Peter Higgs waited 50 years, the Nobel is not a "leading indicator." If it was, it would be given out on the basis of the "hype cycle," which would not be very helpful to anybody.



Well, it's possible to wait 50 years, and still NOT have realized the full impact of your work in society

Sometimes science/engineering turns out like that

e.g. I think Claude Shannon is like that -- his impact continues to rise, and he's viewed as more important after he died

He apparently never won a Turing Award or Nobel Prize, probably because there was and is no Nobel in computer science

https://en.wikipedia.org/wiki/Claude_Shannon#Awards_and_hono...

So I guess I mean "drawing attention to something that would have not otherwise had attention", and based on the consensus of people working in the field


The Higgs boson was first detected in 2012 and he won the Nobel the following year. Saying he waited 50 years for the prize is a bit disingenuous.


Not the poster, but I don't understand the downvotes: this is exactly right.
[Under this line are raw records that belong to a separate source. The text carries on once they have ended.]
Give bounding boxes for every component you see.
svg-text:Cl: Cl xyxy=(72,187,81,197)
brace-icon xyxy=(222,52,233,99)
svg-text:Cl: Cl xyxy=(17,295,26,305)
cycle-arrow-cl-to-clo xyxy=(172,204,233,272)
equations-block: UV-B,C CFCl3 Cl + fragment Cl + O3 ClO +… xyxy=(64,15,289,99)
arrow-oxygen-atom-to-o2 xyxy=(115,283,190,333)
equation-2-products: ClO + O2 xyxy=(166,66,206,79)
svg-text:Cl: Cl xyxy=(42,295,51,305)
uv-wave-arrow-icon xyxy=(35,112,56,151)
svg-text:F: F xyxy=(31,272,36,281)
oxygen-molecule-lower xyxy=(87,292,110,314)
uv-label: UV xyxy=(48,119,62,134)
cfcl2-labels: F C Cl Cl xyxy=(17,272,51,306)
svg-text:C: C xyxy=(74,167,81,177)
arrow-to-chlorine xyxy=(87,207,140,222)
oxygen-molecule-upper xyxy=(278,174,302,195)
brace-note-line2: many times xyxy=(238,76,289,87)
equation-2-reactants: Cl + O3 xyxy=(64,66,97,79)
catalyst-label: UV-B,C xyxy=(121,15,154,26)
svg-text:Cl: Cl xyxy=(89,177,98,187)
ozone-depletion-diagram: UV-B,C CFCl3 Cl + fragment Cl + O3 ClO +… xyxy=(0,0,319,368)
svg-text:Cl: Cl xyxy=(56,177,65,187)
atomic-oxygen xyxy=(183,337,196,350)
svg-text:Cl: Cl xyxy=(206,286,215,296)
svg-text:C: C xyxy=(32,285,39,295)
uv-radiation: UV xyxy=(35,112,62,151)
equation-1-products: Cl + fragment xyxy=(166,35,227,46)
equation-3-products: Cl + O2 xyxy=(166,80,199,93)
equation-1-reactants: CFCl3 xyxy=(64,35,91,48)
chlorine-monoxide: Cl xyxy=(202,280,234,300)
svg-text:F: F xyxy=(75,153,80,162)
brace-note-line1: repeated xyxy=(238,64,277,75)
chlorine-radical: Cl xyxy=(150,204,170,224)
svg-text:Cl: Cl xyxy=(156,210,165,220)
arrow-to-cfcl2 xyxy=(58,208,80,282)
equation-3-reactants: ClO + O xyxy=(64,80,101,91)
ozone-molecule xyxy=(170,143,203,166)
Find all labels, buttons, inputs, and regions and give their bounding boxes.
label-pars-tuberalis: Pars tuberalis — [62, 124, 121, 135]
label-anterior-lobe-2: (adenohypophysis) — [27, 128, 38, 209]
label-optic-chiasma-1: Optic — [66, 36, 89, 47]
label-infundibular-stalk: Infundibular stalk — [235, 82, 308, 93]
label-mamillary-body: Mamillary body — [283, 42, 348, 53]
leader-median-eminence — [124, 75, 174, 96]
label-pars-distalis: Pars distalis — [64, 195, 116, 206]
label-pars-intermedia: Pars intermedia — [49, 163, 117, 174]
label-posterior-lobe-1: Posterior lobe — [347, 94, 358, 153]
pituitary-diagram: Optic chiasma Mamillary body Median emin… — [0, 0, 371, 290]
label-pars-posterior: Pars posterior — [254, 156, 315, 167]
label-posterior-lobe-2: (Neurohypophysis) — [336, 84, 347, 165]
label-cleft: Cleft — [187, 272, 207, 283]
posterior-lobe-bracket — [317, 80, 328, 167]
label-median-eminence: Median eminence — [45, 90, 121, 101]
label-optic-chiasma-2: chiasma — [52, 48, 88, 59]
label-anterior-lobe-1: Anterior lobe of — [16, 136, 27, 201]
Higgs was awarded the Nobel after the mechanism he theorized was experimentally confirmed, and that is 100% the reason it took so long.


Right! Einstein didn't get the Nobel because the theory of relativity is awesome, he got it after Eddington observed gravitational lensing during an eclipse, confirming a key prediction.

Brilliant theorizing can be both brilliant and wrong.


Einstein got the Nobel Prize for his work on quantum physics, not relativity.